Despite the poverty and tough climate, the Sanxi region has a unique cultural background.

A Swedish geologist found ruins of an ancient cultural site dating back 4,000 to 5,000 years in Majiayao village of Lintao county in 1924. The ruins include ancient homes, tombs, cattle, tools and painted pottery pieces, and many bear a primitive form of writing.

The locals take pride in this heritage and value reading and writing. Even the poorest families send their children to school.

Until the 1990s, many children could not afford pencils and books. They used little sticks for pens and wrote on the ground.

As a child, Guo Shengxia, from Gansu's Tongwei county, learned to read and write in the dirt.

When she stood out in the national college admission test and entered university, her father gave up smoking and drinking tea and sold every valuable item in their shabby home, even the last drop of vegetable oil in the kitchen.

Six months after she graduated and secured a job, her father died while sitting against the family's outer wall, basking in the sun. At 70, he died peacefully, knowing he had finished the most important job of his life.

But some families have to put one child's fate at stake to secure a better education for another.

Li Manqiang feels he can never repay his younger sister, who quit junior high school and began working in a carpet factory when he was about to enter college.

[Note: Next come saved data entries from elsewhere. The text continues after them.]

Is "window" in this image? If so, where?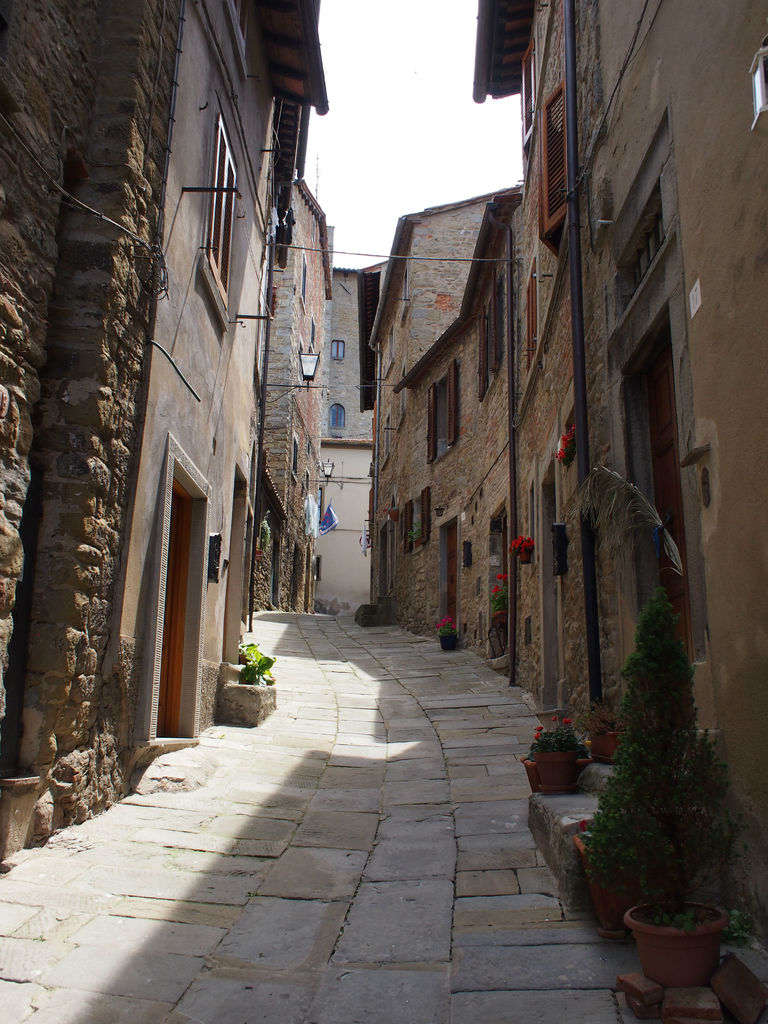
Yes, at box=[623, 212, 666, 316].
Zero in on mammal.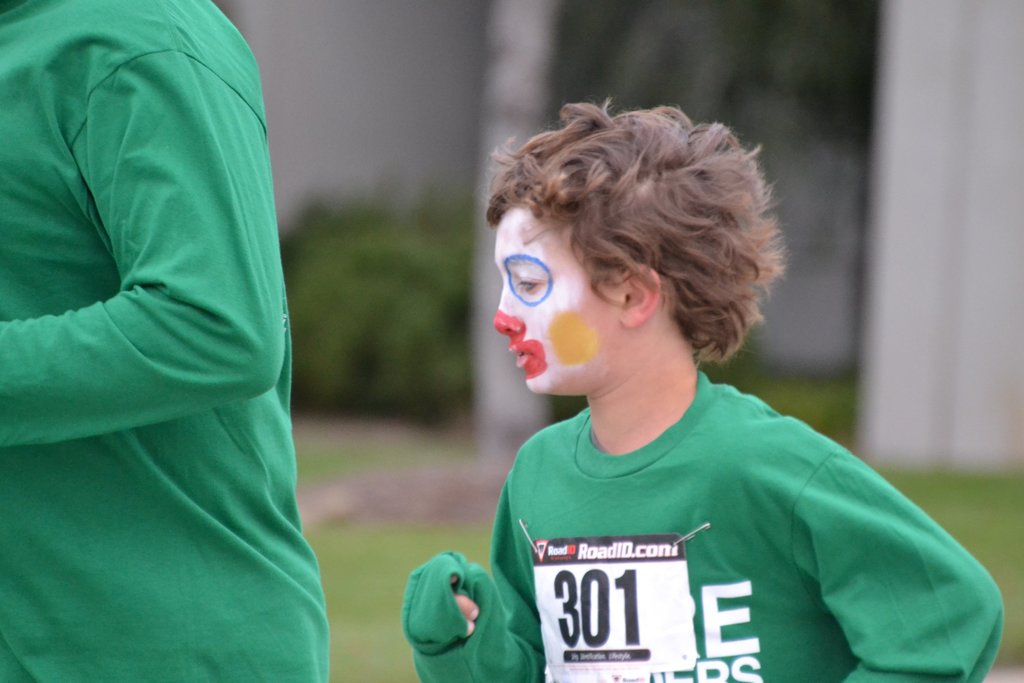
Zeroed in: bbox(405, 95, 1006, 682).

With her first month's wages, she bought him a pair of leather shoes. When he took the shoebox, he saw many knife wounds on her hands -- still unskilled at her job, she accidentally cut herself from time to time.

Her sister was married off at 17. He did not even escort her to the bridegroom's home, as per the local custom, because their father insisted he should save the bus fare.

On her wedding day, he climbed to the top of the classroom building and tearfully composed a poem for her. "Your girlhood was cut short at 17 in exchange for some betrothal money that was to cover my tuition."

In 1996, Hou Xinmin and Qiao Yongfeng established a school in Jinzhong village of Gansu's Zhangxian county. Its only classroom was a deserted hut with cement stools and planks that served as desks and chairs.

Hou and Qiao gave classes for free and their reason was simple. "Our peers who never went to school could not even tell the men's room from the ladies' when they went looking for jobs in the city."

In a few years, donations and state funding began pouring in, replacing the hut with new classroom buildings and athletics facilities. The government exempted tuition for all children so they could receive at least nine years of compulsory education, including six years at primary school and three years at junior high.

In underdeveloped regions, the government also financed students' textbooks, food and on-campus lodging.

Qiao, now in his 50s, boasted that more than 30 of his students have entered college.